Category Archives: News

Calgary Herald Bestsellers List

Happy to see Winter’s Rage on today’s Calgary Herald Fiction Bestsellers List, in some very good company. Thanks to those who purchased my new novel from our local independent bookstores, Owl’s Nest and Shelf Life Books.

CALGARY BESTSELLERS * Calgary Herald * 2 Oct 2021

FICTION 1. Beautiful World, Where Are You

Sally Rooney. Alice, Felix, Eileen and Simon are still young — but life is catching up with them.

2. Five Little Indians

Michelle Good. Told from the alternating points of view of five former residential school survivors.

3. Winter’s Rage

Susan Calder. Insurance investigator Paula Savard is pulled into another mystery.

4. Harlem Shuffle. Colson Whitehead. A family saga masquerading as a crime novel and ultimately a love letter to Harlem.

5. Fight Night. Miriam Toews. Fight Night unspools the pain, love, laughter, and above all, will to live a good life across three generations of women.

6. The Winter Wives. Linden Mac in ty re. psychological drama weaves threads of crime, disability and dementia together into a tale of unrequited love and delusion.

7. Bewilderment. Richard Powers. With its soaring descriptions of the natural world, tantalizing visions of life beyond and its account of a father and son’s ferocious love, Bewilderment marks Powers’ most moving novel.

8. The Midnight Library. Matt Haig. The books in the Midnight Library enable Nora to live as if she had done things differently.

9. Where the Crawdads Sing. Delia Owens. An exquisite ode to the natural world, a heartbreaking coming-of-age story, and a surprising tale of possible murder.

10. Hamnet. Maggie O’farrell. A portrait of a marriage and a shattering evocation of a family ravaged by grief and loss.

Happy Canada Day

Canada Day 2021 will be subdued or cancelled in most Canadian cities due to COVID-19 and the investigations of graveyards at former indigenous residential schools. My small effort at reconciliation has been to re-read my friend Joan Crate’s novel, Black Apple (Simon and Schuster Canada, 2016) about a Blackfoot girl taken from her family on the reserve to a residential school in southern Alberta in the late 1940s. Black Apple deals with all the horrors we’ve heard about the residential schools — children separated from their families and culture and given Christian names; subjected to brutal beatings, sexual abuse, and infectious illnesses that ripped through the institutions. Black Apple is fiction, but I found the story characters and situations gave me a depth I miss from current media reports.

My books on Amazon

Amazon has finally decided to recognize Canada as the originator of paperback books. This means BWL no longer has to publish my books on Amazon.com with the higher USA conversation prices. BWL can now publish the books on Amazon.ca and price them to the Canadian marketplace. My books will still be available in the USA and worldwide.

Here’s a page of books on Amazon.ca with writings by Susan Calder and more. Amazon.ca : Susan Calder I’m not the Susan Calder who wrote the book on microwave cooking, although her name prompted me to buy her book years ago. The page doesn’t include e-books for A Deadly Fall and To Catch a Fox, but you can find the kindle formats by clicking on the titles. I’m pleased to see a couple of short story collections that include my writing: Passport to Murder, Coast Lines and Coast Lines 2.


Going through the material below, output exactly the lines from the one containing "What elements are" through the one containing "List every element", and no pictures.

***** SUPPLIED RECORDS

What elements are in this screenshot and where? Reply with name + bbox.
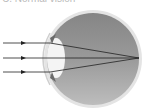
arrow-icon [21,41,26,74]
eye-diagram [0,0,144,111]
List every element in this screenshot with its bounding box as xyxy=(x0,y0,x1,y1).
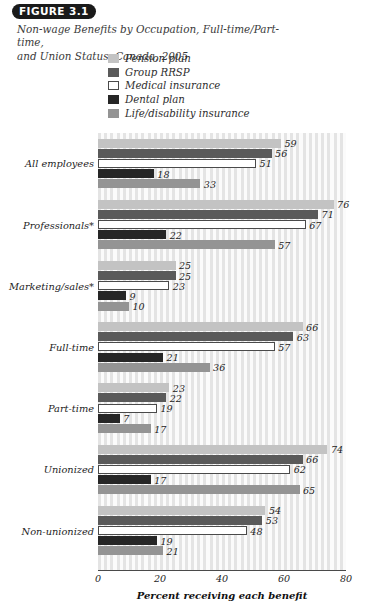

**********
***** SUPPLIED RECORDS

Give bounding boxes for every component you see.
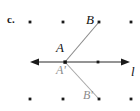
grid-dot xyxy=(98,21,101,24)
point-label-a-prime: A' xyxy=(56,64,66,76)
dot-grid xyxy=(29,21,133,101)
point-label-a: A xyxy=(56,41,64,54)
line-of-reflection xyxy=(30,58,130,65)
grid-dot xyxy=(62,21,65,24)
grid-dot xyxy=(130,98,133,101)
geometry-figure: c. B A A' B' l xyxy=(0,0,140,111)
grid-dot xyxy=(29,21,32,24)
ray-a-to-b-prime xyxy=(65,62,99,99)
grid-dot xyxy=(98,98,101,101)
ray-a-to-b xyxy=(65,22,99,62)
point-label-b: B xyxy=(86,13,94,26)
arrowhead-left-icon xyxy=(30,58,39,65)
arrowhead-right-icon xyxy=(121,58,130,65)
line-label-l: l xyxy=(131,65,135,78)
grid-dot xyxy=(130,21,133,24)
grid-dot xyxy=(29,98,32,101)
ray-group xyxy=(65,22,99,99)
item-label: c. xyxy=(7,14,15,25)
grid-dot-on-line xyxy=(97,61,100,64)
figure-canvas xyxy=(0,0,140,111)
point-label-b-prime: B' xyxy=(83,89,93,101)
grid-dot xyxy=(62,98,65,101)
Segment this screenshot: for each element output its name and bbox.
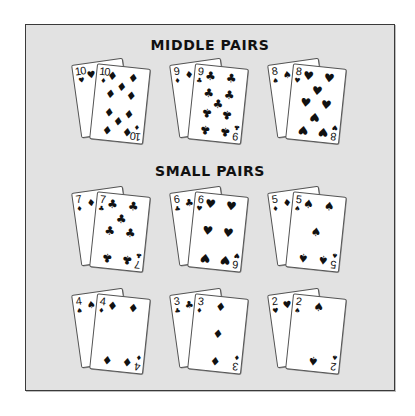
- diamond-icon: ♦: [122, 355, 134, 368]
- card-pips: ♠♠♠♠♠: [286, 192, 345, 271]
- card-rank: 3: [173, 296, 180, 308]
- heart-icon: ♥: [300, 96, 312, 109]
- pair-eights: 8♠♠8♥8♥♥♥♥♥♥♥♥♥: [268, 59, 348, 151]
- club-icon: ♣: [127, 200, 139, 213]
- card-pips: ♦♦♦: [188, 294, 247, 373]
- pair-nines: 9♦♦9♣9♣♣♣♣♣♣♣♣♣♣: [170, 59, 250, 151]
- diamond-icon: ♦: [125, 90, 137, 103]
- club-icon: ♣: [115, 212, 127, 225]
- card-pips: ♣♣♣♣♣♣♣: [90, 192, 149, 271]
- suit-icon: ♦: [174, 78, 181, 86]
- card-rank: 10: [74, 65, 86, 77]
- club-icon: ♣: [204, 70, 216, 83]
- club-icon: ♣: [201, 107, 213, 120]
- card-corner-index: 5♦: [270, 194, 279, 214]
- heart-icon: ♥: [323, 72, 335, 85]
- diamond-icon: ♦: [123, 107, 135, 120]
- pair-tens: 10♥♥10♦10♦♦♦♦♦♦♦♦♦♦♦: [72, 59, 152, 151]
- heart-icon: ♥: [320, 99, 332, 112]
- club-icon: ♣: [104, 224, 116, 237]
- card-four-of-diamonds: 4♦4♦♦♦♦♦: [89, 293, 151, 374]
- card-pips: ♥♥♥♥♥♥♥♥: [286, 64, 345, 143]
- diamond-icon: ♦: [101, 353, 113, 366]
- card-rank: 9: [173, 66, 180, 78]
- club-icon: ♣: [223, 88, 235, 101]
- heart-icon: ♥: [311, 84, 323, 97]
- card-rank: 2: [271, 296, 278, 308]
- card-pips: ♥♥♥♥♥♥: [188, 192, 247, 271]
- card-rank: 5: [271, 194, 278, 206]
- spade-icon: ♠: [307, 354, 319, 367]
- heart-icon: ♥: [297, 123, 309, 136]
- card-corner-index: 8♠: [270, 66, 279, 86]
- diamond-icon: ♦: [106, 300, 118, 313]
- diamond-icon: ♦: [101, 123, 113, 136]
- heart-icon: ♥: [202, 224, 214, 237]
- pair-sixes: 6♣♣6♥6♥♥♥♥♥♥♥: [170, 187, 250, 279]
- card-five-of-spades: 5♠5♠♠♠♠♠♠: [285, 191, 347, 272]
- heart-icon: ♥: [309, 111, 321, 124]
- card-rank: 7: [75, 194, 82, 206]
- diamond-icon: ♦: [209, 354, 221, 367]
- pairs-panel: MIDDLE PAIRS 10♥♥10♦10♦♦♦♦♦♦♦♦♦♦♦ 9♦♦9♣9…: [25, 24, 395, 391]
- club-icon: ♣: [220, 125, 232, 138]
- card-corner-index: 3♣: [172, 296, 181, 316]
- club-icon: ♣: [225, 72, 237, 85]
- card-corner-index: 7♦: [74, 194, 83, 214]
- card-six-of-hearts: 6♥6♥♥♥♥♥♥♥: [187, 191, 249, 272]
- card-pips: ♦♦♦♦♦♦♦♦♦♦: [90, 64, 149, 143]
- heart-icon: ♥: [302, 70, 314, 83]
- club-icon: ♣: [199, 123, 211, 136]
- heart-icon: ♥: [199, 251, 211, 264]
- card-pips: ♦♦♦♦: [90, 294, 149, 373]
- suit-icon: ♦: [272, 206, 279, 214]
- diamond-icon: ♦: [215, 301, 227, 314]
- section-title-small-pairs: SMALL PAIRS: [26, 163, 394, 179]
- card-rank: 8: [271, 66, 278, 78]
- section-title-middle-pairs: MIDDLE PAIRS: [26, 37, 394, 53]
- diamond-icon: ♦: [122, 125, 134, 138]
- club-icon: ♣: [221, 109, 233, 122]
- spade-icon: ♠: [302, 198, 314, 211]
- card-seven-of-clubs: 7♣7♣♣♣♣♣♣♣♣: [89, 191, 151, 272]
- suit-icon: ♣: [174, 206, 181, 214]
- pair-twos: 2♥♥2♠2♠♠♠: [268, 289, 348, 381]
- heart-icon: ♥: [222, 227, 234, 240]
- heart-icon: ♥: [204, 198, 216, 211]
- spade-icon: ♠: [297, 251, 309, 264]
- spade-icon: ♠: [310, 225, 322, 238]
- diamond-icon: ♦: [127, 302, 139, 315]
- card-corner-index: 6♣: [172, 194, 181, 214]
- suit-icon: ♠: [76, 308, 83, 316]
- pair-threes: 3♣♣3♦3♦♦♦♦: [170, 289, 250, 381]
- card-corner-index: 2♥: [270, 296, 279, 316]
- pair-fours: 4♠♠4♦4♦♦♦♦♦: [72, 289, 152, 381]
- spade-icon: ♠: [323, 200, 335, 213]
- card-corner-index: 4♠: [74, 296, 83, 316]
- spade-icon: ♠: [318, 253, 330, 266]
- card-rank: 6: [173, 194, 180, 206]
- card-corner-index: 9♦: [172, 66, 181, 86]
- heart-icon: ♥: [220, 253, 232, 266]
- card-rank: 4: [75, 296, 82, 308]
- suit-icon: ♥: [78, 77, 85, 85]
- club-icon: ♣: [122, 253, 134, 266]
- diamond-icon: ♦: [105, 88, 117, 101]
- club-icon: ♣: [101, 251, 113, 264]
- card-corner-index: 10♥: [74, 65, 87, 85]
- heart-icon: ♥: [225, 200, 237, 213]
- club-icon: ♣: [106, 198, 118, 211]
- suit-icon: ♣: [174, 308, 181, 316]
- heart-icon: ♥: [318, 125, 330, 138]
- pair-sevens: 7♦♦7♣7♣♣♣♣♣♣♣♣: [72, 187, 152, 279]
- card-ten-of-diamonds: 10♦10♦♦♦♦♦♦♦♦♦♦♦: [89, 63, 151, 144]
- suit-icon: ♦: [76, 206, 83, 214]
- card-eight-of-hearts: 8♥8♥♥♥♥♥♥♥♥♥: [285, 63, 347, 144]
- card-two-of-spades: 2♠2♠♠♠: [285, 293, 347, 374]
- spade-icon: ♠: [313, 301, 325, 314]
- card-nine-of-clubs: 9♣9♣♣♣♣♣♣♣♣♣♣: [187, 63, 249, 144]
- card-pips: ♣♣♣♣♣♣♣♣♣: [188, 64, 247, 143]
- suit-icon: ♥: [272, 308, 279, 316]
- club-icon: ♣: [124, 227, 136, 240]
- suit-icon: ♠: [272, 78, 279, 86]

**********

### OUTPUT OF THE EXERCISE
What elements are in this screenshot and where? Reply with name + bbox.
arrow-icon [21,41,26,74]
eye-diagram [0,0,144,111]
List every element in this screenshot with its bounding box as xyxy=(x0,y0,x1,y1).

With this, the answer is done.